Wednesday, August 16, 2023

Highbone Theater by Joe Daly

This might well be Joe Daly's magnum opus - it's certainly big, expansive, and full of the ideas and tropes from his earlier work. I hope not, because I like to see creators always striving, always pushing forward - and this book is nearly a decade old, with apparently nothing new from Daly since then.

Whatever it is is, it's big: 2016's Highbone Theater is nearly six hundred pages long, though Daly's style is fairly stripped down and quick here, with mostly just three to five big squared-off panels to a page. So it reads more quickly than that page count implies.

Like a lot of Daly's earlier work (the short stories in Scrublands, the longer, semi-detective stories in The Red Monkey Double Happiness Book), it's about young slackers in South Africa: men with jobs that aren't careers and friends they don't like that much and substances (beer and weed and odder things) they like to use maybe more than they should. Highbone is more realistic at core than Daly's earlier work, though: it's not set in a fantasy world like the Dungeon Quest series, there's no detective-style hijinks, and the intrusions of visionary colors and characters can mostly be explained by those substances I mentioned.

Mostly. The ending can't, but this is a big book - it's a long way to the ending.

The other big difference is that Highbone focuses on one main character, not a group or duo. Eric Palmer is central here, another one of Daly's over-muscled figures with a small head; his bald head and long white beard make him look several decades older than he's supposed to be.

Palmer - even his parents call him Palmer, which is an odd touch - is a seeker, a would-be profound guy, someone looking for meaning and deep connection in a shallow and surface-y world. His closest friends are the two bros Perry and Brewster, the very shallowest of men, who Palmer has really nothing in common with. We don't know why he's friends with them, how it came about, but we assume they're old friends, from school or the neighborhood or whatever. Palmer also spends a lot of time with Billy Boy, his co-worker at the paper factory, who is a massive conspiracy theorist of the oddest and weirdest type.

Highbone, I guess, is about those two poles of Palmer's life: the beer-swilling womanizing thoughtless good-time-seeking of Perry and Brewster versus the hermetic twisted drug-fueled search for a central meaning of everything of Billy. Both sides are caricatures; both seem silly and unreasonable from the outside. It's not clear if they seem that way to Palmer; he's a bit of an innocent, for all his mysticism and drug experimentation.

Daly doesn't put us directly into Palmer's head, but he is a guy who thinks out loud - to himself, while experiencing altered states, and to others, often at too great length and on subjects those others are not particularly interested in.

As usual with Daly, Highbone isn't all that plotty: things happen, times go on, and Palmer experiences events, but it's all a vague now, and those moments don't directly add up to anything. He goes shark fishing with Perry and Brewster at the beginning; he moves into an apartment; he works and chats with those guys and has a few faltering dates with a woman named Raquel.

He also takes drugs and has visionary experiences - some immediately after taking drugs, some that seem to be dreams, since we see him waking up afterward. Daly doesn't make the connections obvious, but his visions are clearly influenced by his life - and they will become more than visions by the ending.

The ending would be out of left field from anyone but Daly, with the "real world" validating both the conspiracy theories and the visions, leaving Palmer in a very different place and what seems to be several years later.

I found the conspiracy theories distracting - maybe they're supposed to be valid within the world of this book, but they're not just wrong, but crazy wrong, the kind of things only people with serious mental issues would believe. Little men who secretly run things from inside the earth is one thing; I can take that in fiction. Bizarre 9/11-was-faked ideas, though, aren't something I can stomach at all; I was in Manhattan that day.

I'm hoping for more books from Daly, especially given his long quiet period since this book, but Highbone made me think he's strongest when he's using genre-fiction ideas - fantasy, detectives, whatever - to manage and organize his visionary flights, instead of trying to start from the ostensibly "real" world. Highbone does a lot of things well and has a power in its heft and sweep, but parts of it are badly conceived or just don't quite cohere in the end.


### Problem to work on:
From the very first line of the data to the line containing "This screenshot has width=824, height=411.", retype everything exactly, leaving the pictures behind.

Provided material below:

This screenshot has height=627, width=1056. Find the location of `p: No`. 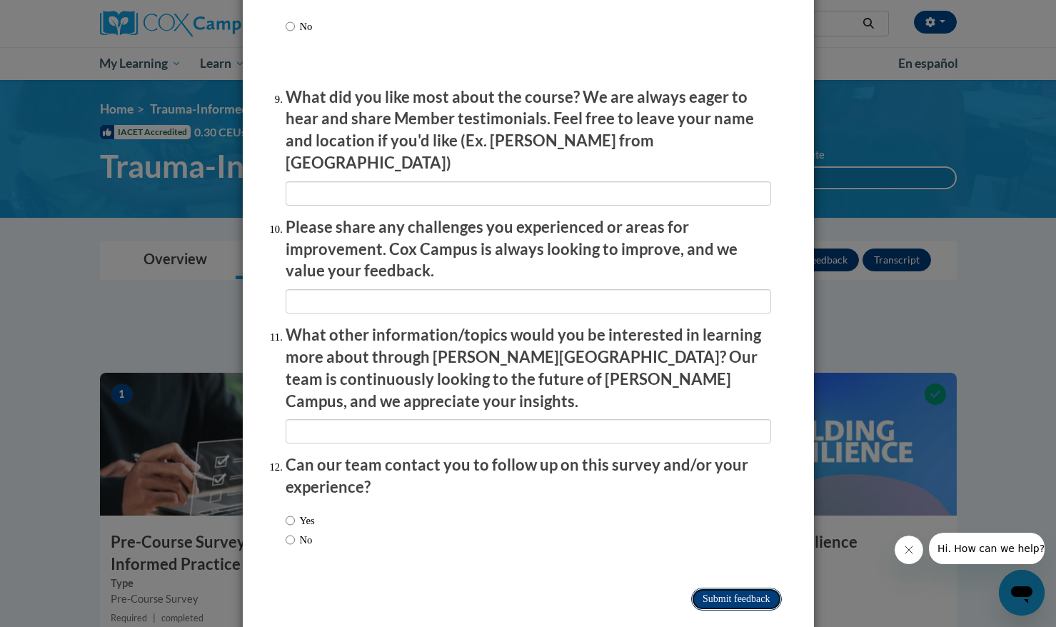

p: No is located at coordinates (307, 26).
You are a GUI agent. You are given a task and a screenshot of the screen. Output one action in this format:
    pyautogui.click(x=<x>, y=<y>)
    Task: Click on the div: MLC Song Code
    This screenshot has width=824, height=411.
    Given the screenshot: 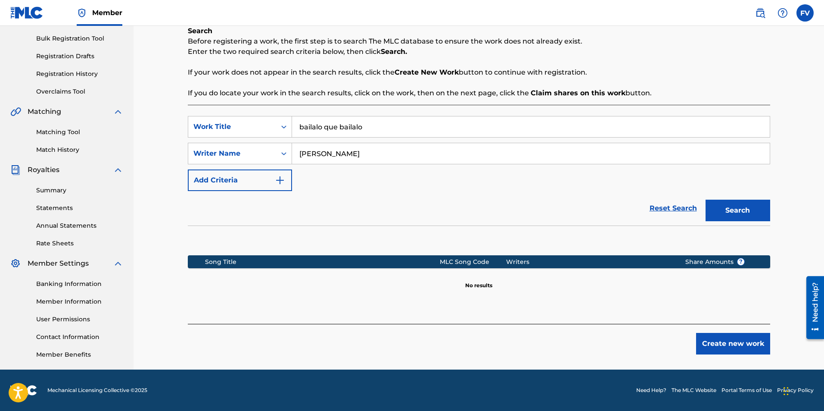 What is the action you would take?
    pyautogui.click(x=473, y=262)
    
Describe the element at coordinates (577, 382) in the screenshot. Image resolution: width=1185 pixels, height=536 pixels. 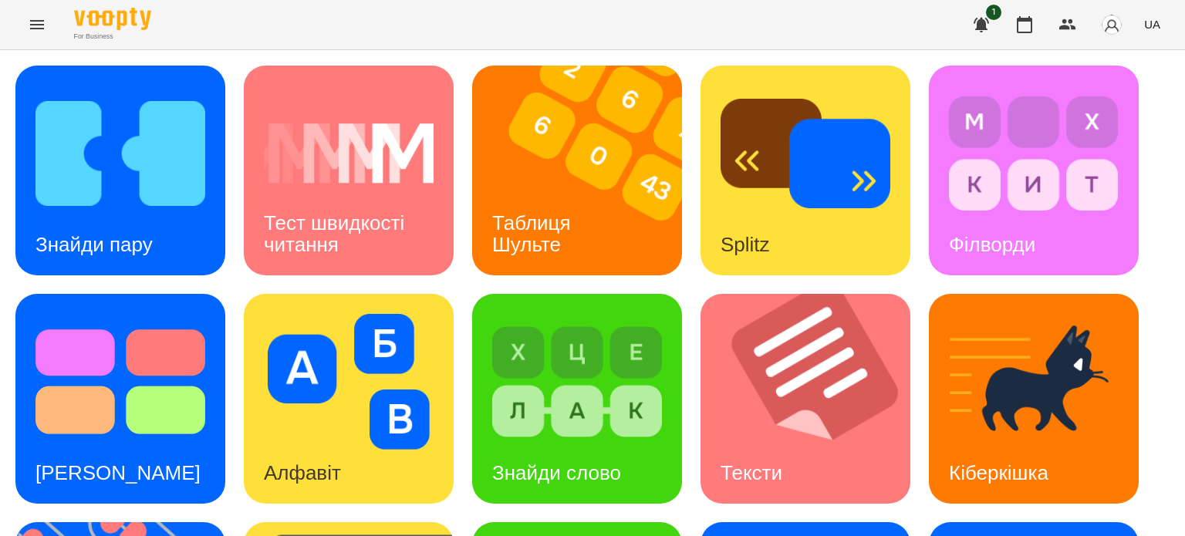
I see `img: Знайди слово` at that location.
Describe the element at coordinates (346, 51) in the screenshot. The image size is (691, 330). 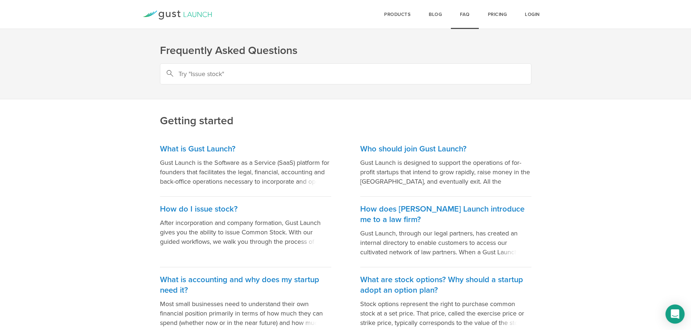
I see `h1: Frequently Asked Questions` at that location.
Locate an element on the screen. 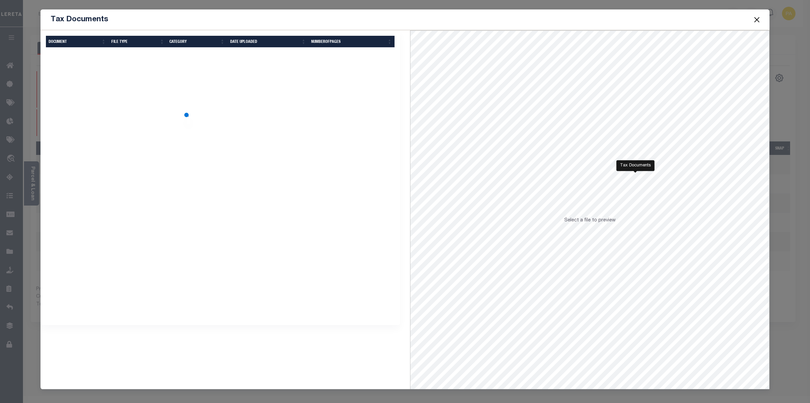 The height and width of the screenshot is (403, 810). th: FILE TYPE is located at coordinates (138, 42).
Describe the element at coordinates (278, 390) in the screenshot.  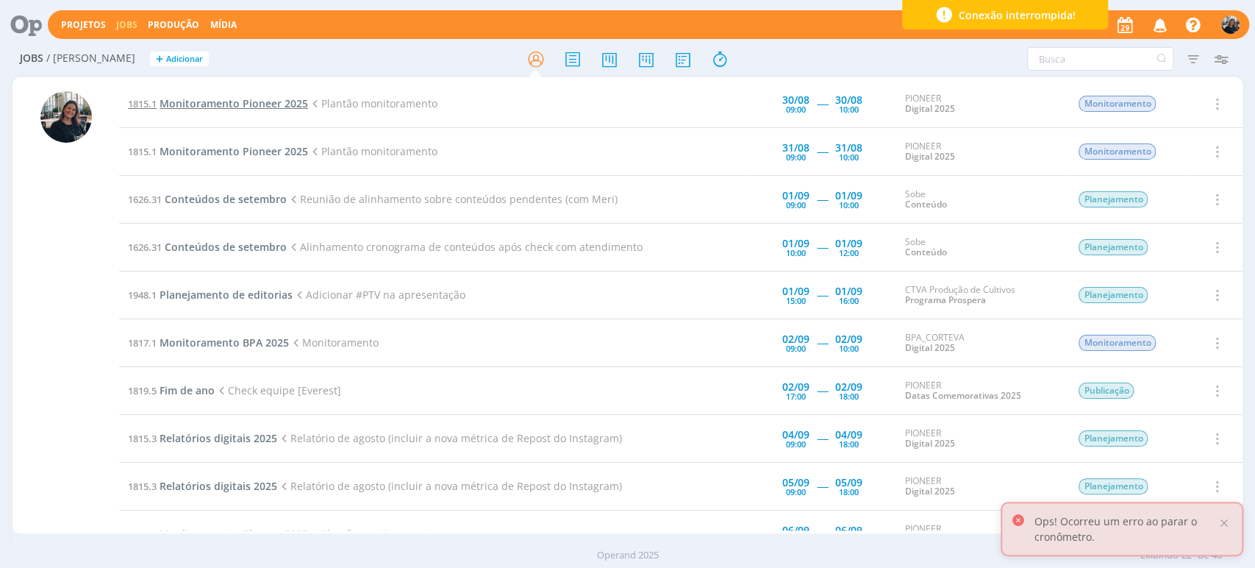
I see `span: Check equipe [Everest]` at that location.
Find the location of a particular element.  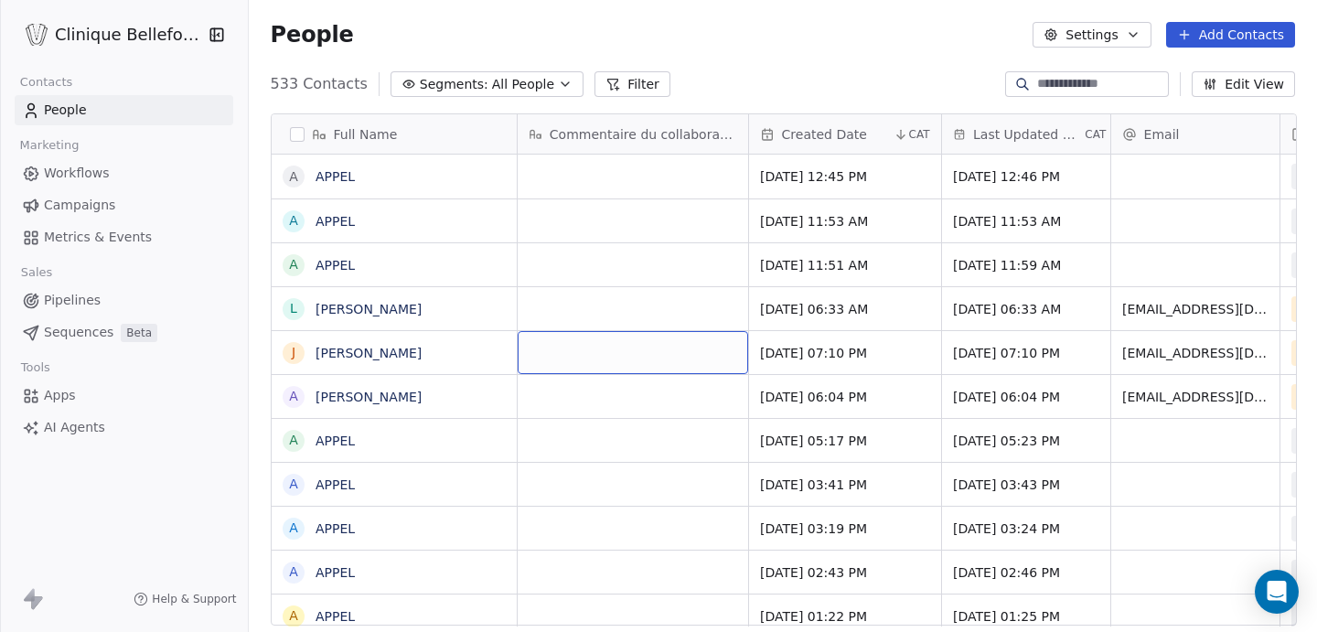

div: Commentaire du collaborateur is located at coordinates (633, 133).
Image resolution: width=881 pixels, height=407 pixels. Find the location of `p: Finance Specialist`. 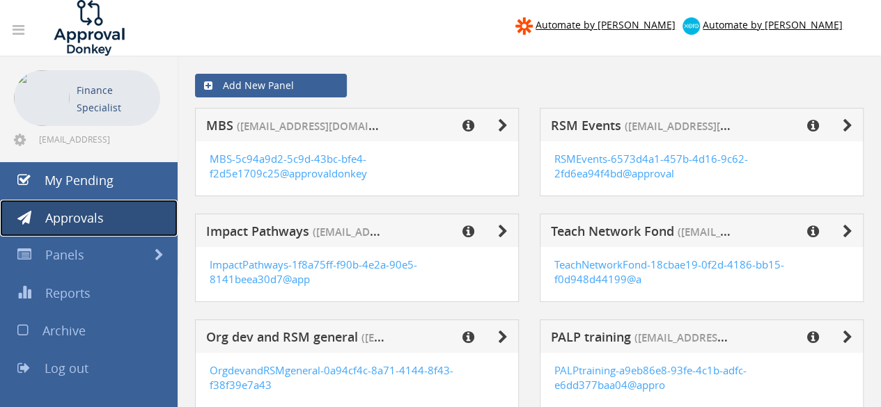

p: Finance Specialist is located at coordinates (115, 99).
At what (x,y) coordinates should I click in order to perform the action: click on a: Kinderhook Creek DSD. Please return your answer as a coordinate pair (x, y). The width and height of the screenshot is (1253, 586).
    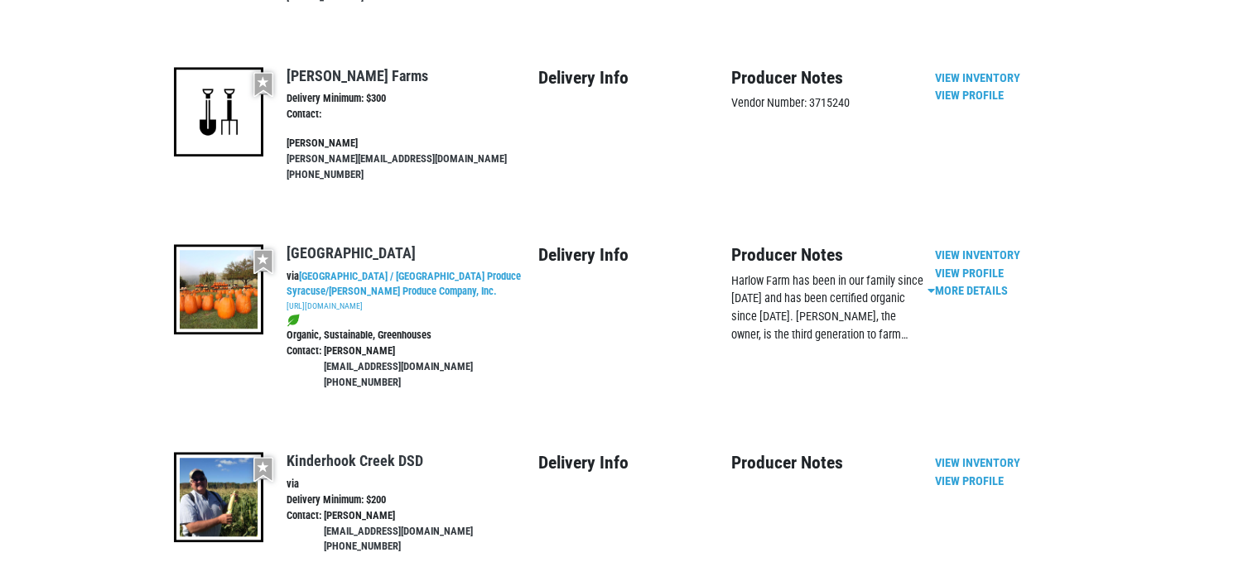
    Looking at the image, I should click on (354, 460).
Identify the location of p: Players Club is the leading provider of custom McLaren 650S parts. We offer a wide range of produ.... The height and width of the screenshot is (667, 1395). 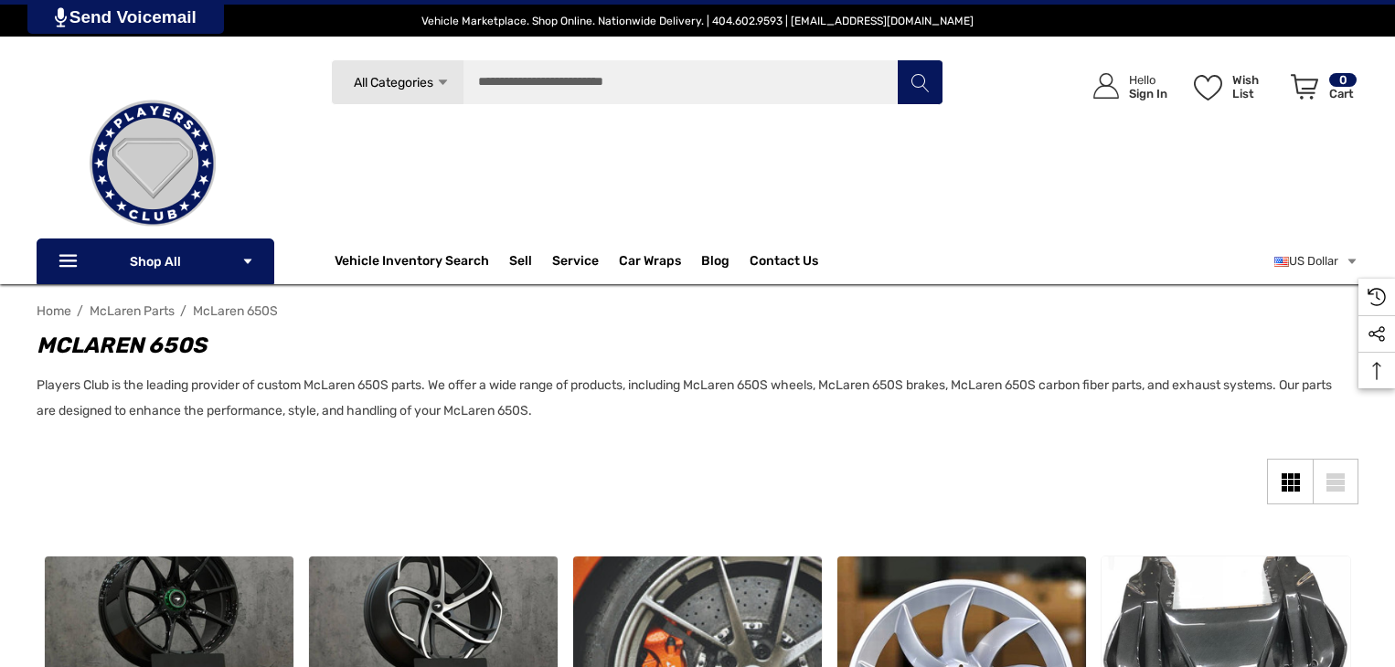
(688, 399).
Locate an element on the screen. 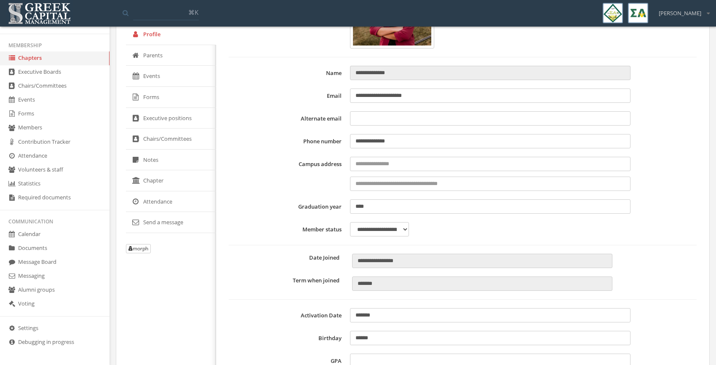 This screenshot has width=716, height=365. label: Name is located at coordinates (287, 73).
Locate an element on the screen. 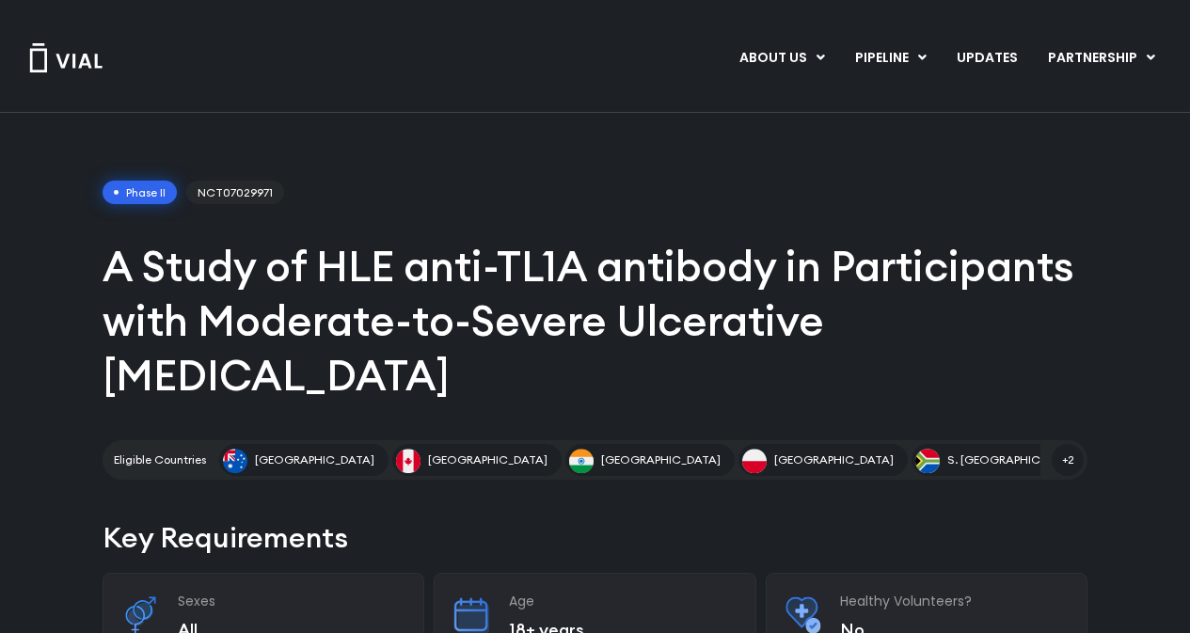  h3: Age is located at coordinates (623, 601).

End of Provided material.

### Solution below:
This screenshot has height=627, width=1056. Find the location of `p: No`. 

p: No is located at coordinates (307, 26).
You are a GUI agent. You are given a task and a screenshot of the screen. Output one action in this format:
    pyautogui.click(x=<x>, y=<y>)
    Task: Click on the div: MLC Song Code
    This screenshot has width=824, height=411.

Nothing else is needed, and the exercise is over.